Catherine Conybeare is Leslie Clark Professor in the Humanities and Chair of Greek, Latin and Classical Studies at Bryn Mawr College. She recently guest-edited a special issue of UC Press’s journal Classical Antiquity responding to Bonnie Honig’s book A Feminist Theory of Refusal (Harvard, 2021).

The Bacchae, Euripides’s fifth-century tragedy, famously depicts the wine god Dionysus and the women who follow him as indolent, drunken, mad. But Bonnie Honig sees the women differently. They reject work, not out of laziness, but because they have had enough of women’s routine obedience.

—From Harvard University Press’s introduction to A Feminist Theory of Refusal.

UCP: What do classicists owe to the world in which they practice the discipline?

CC: Let’s first say what we do not owe to the world—and that is yet more navel-gazing. For decades now, classicists have been engaged in an agonized internal debate about the relevance of our subject. How do we take what we do and make it more inclusive? More vibrant? More engaged with the contemporary world?

It is not that such questions are not worth asking, it is that the answers all too soon strike a bedrock of assumptions about what the discipline must be and must do, what has to remain unchanged for classics still to be, well, itself. Not surprisingly, calls for inclusivity founder on an instinctive and ill-articulated notion of purity.

But the world goes on, and classical motifs are part of it. When the rioters at the Capitol on January 6, 2021, started using the phrase “Molon labe”, they were making an implicit argument for the relevance of our discipline, whether we like it or not. At the other end of the political spectrum, Bonnie Honig makes another argument for relevance by using Euripides’ Bacchae as a springboard for her feminist theory of refusal.

One of the things that we owe to our world is informed engagement with the political uses of our texts. That is why I invited a group of classicists to respond to Honig’s book.

UCP: What is distinctive about these responses?

CC: It is too easy for classicists to say to those outside the discipline, “Ah, but if you understood the ancient context/ knew this language/ were immersed in this style, you wouldn’t be able to say that.” There is a long and, to my mind, undesirable tradition of this type of response. It dates back to the days in which classicists spoke only to circles for whom their cultural hegemony was absolute. And—this is the main thing—it is easy. Too easy. Any discipline can take its own idiolect and criticize others for not understanding it. It is just that this response from classicists is bolstered by centuries of tradition.

Each of the respondents here was instructed to think with Honig: to take a “Yes, and” approach, not an “Ah, but” one. We are fortunate that those from outside our discipline—even those with whom we profoundly disagree—still sometimes use our icons to think with. We should be flattered. We should recognize that thinking for the intellectual springboard that it is and try to respond in like terms. How exciting, that others should treat our discipline as relevant to their ideas. What a range of reference that treatment provokes.

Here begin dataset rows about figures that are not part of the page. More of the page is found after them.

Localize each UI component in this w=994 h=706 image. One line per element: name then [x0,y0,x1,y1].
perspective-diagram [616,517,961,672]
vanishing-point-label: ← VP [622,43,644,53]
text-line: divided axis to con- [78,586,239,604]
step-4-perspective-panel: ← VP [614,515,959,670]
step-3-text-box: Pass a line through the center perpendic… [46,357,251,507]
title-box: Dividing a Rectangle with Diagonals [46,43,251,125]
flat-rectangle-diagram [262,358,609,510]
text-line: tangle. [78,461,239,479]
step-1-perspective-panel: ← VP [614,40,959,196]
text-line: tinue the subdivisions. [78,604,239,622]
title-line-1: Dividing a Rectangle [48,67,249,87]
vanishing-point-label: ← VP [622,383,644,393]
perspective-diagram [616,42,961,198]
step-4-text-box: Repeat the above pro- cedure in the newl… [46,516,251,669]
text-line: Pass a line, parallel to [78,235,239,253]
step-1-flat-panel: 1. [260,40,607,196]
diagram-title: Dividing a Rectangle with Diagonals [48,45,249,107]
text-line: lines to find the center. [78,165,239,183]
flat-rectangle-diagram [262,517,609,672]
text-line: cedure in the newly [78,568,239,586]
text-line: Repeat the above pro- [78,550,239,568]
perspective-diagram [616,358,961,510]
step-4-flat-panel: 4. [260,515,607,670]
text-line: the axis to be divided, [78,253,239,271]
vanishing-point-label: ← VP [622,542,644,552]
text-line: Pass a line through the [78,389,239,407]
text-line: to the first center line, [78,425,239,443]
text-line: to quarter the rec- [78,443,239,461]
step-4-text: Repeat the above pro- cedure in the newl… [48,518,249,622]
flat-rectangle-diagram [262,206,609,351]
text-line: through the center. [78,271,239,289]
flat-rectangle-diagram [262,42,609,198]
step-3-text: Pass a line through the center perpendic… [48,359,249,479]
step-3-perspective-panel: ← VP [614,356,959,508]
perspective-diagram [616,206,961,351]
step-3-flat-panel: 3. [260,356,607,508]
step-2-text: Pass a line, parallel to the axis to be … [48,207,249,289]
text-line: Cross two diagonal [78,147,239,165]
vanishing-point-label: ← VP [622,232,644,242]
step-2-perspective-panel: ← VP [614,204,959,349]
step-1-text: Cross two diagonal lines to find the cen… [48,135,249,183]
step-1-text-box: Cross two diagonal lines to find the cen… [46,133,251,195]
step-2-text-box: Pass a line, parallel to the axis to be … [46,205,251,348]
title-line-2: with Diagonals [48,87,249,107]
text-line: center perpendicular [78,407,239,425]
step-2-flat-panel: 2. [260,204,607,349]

And so these essays bring together Hecuba’s despair and Kehinde Wiley’s optimism. They juxtapose Hellenistic nostalgia and feminist futures. They think not just about words but about actions—and about the extraordinary power of inaction, too. They provide, implicitly, an urgent counter-narrative to the “Molon labe” of the Capitol Hill riots. And then, in a response, Bonnie Honig takes the respondents’ ideas as the friendly provocation that they are: she plays with the provocation, refines her ideas, amplifies them, nuances them. We should all be so lucky as to have cross-disciplinary conversations with such generous interlocutors.


About Classical Antiquity
What happens when verse from Ovid, history as written by Herodotus, satyr plays, the works of Thucydides, an Attic red-figure kylix, and tracts describing medicinal practice of the ancient world are gathered in one place and analyzed with scholarly verve? You have none other than Classical Antiquity—a journal that combines the pleasures, politics, intellectualism, cultural production, sciences, and linguistics of European traditions, centuries past.